Wednesday, April 04, 2007

Irreconcilable Differences: on Domestic Violence


Consider a feature series on Domestic Violence in the Deseret News...

The several stories aim to report on different aspects of this problem.

Family war zones: Research shows increasing physical and psychological impacts on kids
Silent victims: Kids who witness abuse face psychological woes
The abusers — They usually find blame hard to accept
Gaps in system put families in jeopardy
Domestic violence: Facts and resources

What kind of images characterize this concern about domestic violence?

The Deseret News articles provide a perfect icon.



Lots of other gratuitous hints let us know that domestic violence is always something done by men, husbands, fathers, boyfriends.

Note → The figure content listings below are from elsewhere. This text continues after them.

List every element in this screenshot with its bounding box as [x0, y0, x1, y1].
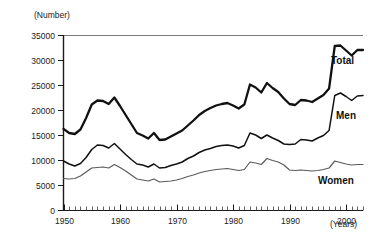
y-tick-label: 15000 — [31, 131, 55, 141]
line-chart-figure: (Number) 35000 30000 25000 20000 15000 1… — [0, 0, 385, 246]
y-axis-unit-label: (Number) — [34, 10, 70, 20]
series-label-men: Men — [336, 110, 356, 121]
series-label-total: Total — [331, 55, 354, 66]
series-line-total — [64, 46, 364, 141]
series-label-women: Women — [318, 175, 354, 186]
y-tick-label: 25000 — [31, 81, 55, 91]
y-tick-label: 30000 — [31, 56, 55, 66]
x-axis-tick-labels: 195019601970198019902000 — [55, 216, 356, 226]
x-tick-label: 1990 — [281, 216, 300, 226]
chart-canvas: (Number) 35000 30000 25000 20000 15000 1… — [0, 0, 385, 246]
y-tick-label: 35000 — [31, 31, 55, 41]
y-tick-label: 10000 — [31, 156, 55, 166]
x-tick-label: 1970 — [168, 216, 187, 226]
x-tick-label: 1950 — [55, 216, 74, 226]
x-tick-label: 1960 — [111, 216, 130, 226]
y-tick-label: 0 — [50, 206, 55, 216]
x-tick-label: 1980 — [224, 216, 243, 226]
y-axis-ticks — [58, 36, 63, 211]
y-axis-tick-labels: 35000 30000 25000 20000 15000 10000 5000… — [31, 31, 55, 216]
y-tick-label: 20000 — [31, 106, 55, 116]
x-axis-unit-label: (Years) — [330, 219, 357, 229]
y-tick-label: 5000 — [36, 181, 55, 191]
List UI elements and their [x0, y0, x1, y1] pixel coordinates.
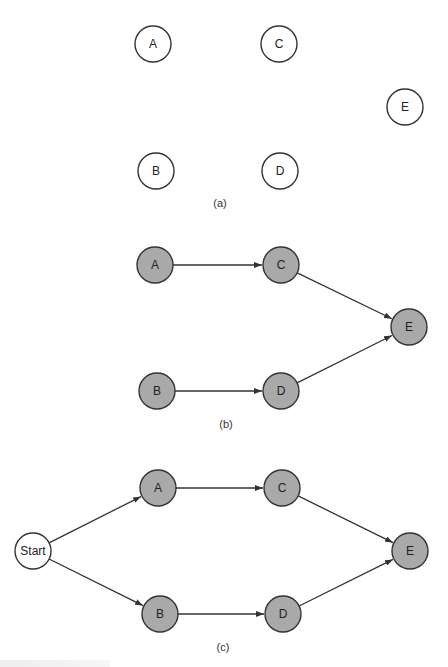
- node-b: B: [142, 596, 178, 632]
- panel-label-b: (b): [219, 418, 232, 430]
- edge-c-to-e: [298, 496, 393, 543]
- edge-start-to-b: [49, 559, 143, 606]
- node-e: E: [391, 309, 427, 345]
- figure-caption-partial: [0, 660, 110, 667]
- node-b: B: [138, 153, 174, 189]
- panel-b: ACEBD(b): [137, 247, 427, 430]
- node-label: C: [275, 37, 284, 51]
- node-label: A: [154, 481, 162, 495]
- node-d: D: [265, 596, 301, 632]
- node-c: C: [263, 247, 299, 283]
- node-start: Start: [15, 533, 51, 569]
- edge-c-to-e: [297, 273, 392, 319]
- panel-label-c: (c): [217, 641, 230, 653]
- node-label: D: [277, 384, 286, 398]
- node-label: A: [149, 37, 157, 51]
- panel-a: ACEBD(a): [135, 26, 423, 209]
- node-label: Start: [20, 544, 46, 558]
- node-d: D: [262, 153, 298, 189]
- node-c: C: [261, 26, 297, 62]
- panel-c: StartACEBD(c): [15, 470, 428, 653]
- node-a: A: [135, 26, 171, 62]
- edge-d-to-e: [299, 559, 393, 606]
- node-d: D: [263, 373, 299, 409]
- node-a: A: [137, 247, 173, 283]
- node-label: B: [152, 164, 160, 178]
- network-diagram: ACEBD(a) ACEBD(b) StartACEBD(c): [0, 0, 448, 667]
- node-label: A: [151, 258, 159, 272]
- edge-d-to-e: [297, 335, 392, 382]
- node-e: E: [387, 89, 423, 125]
- node-label: B: [153, 384, 161, 398]
- node-e: E: [392, 533, 428, 569]
- node-label: D: [276, 164, 285, 178]
- node-label: E: [406, 544, 414, 558]
- node-label: C: [277, 258, 286, 272]
- node-b: B: [139, 373, 175, 409]
- node-label: D: [279, 607, 288, 621]
- node-label: B: [156, 607, 164, 621]
- node-label: E: [401, 100, 409, 114]
- node-a: A: [140, 470, 176, 506]
- node-label: C: [278, 481, 287, 495]
- edge-start-to-a: [49, 497, 141, 543]
- panel-label-a: (a): [213, 197, 226, 209]
- node-label: E: [405, 320, 413, 334]
- node-c: C: [264, 470, 300, 506]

Always "perpetrated" against females, wifes, girlfriends, women. And of course, children. "Compassion" and protective actions in behalf of children can justify almost anything.

• According to 2005 data, 5,891 Utahns made their way to local domestic violence shelters that year — 3,173 were children, 2,686 were women and 32 were men. There was no room for thousands of others who were turned away.

From another point of view, we find information of a different sort...

A quote from "The Politics of Family Destruction,"Stephen Baskerville, November 4 , 2002.

Domestic violence has now been federalized in a legislative agenda whose conscious aim is to promote easy divorce. Donna Laframboise of Canada’s National Post wrote that federally funded battered women’s shelters in the United States and Canada constituted "one-stop divorce shops" whose purpose was not to shelter women but to secure custody for divorcing mothers. The Violence Against Women Act, renewed by Congress in 2000, "offers abundant rewards" for making false accusations, writes Professor Susan Sarnoff of Ohio State University, "including the ‘rights’ to refuse custody and even visitation to accused fathers, with virtually no requirements of proof." The law’s definition of domestic violence is so broad that "it does not even require that the violence be physical."

Child Custody Statistics
"Ninety percent of divorced fathers have less than full custody of their children." Jonathan M. Honeycutt, Ph.D.(c), M.P.A., M.A., I.P.C. Director of Research, Clinical & Consulting Psychotherapist, National Institute for Divorce Research, Panama City, Florida.

37.9% of fathers have no access/visitation rights. (Source: p.6, col.II, para. 6, lines 4 & 5, Census Bureau P-60, #173, Sept 1991.)

"40% of mothers reported that they had interfered with the non-custodial father's visitation on at least one occasion, to punish the ex-spouse." (Source: p. 449, col. II, lines 3-6, (citing Fulton) Frequency of visitation by Divorced Fathers; Differences in Reports by Fathers and Mothers. Sanford Braver et al, Am. J. of Orthopsychiatry, 1991.)

"Very few of the children were satisfied with the amount of contact with their fathers, after divorce." (Source: Visitation and the Noncustodial Father, Koch & Lowery, Journal of Divorce and Remarriage, Vol. 8, No. 2, p. 50, Winter 1984.)

In a study: "Visitational Interference - A National Study" by Ms. J Annette Vanini, M.S.W. and Edward Nichols, M.S.W., it was found that 77% of non-custodial fathers are NOT able to "visit" their children, as ordered by the court, as a result of "visitation interference" perpetuated by the custodial parent. In other words, non-compliance with court ordered visitation is three times the problem of non-compliance with court ordered child support and impacts the children of divorce even more. Originally published Sept. 1992

Domestic violence: Not Always One Sided, Harvard Medical School

Mention of domestic violence immediately brings to mind an intimidating male batterer. But a 2007 article shows that the problem — also called intimate partner violence — is often more complicated and may involve both women and men as perpetrators.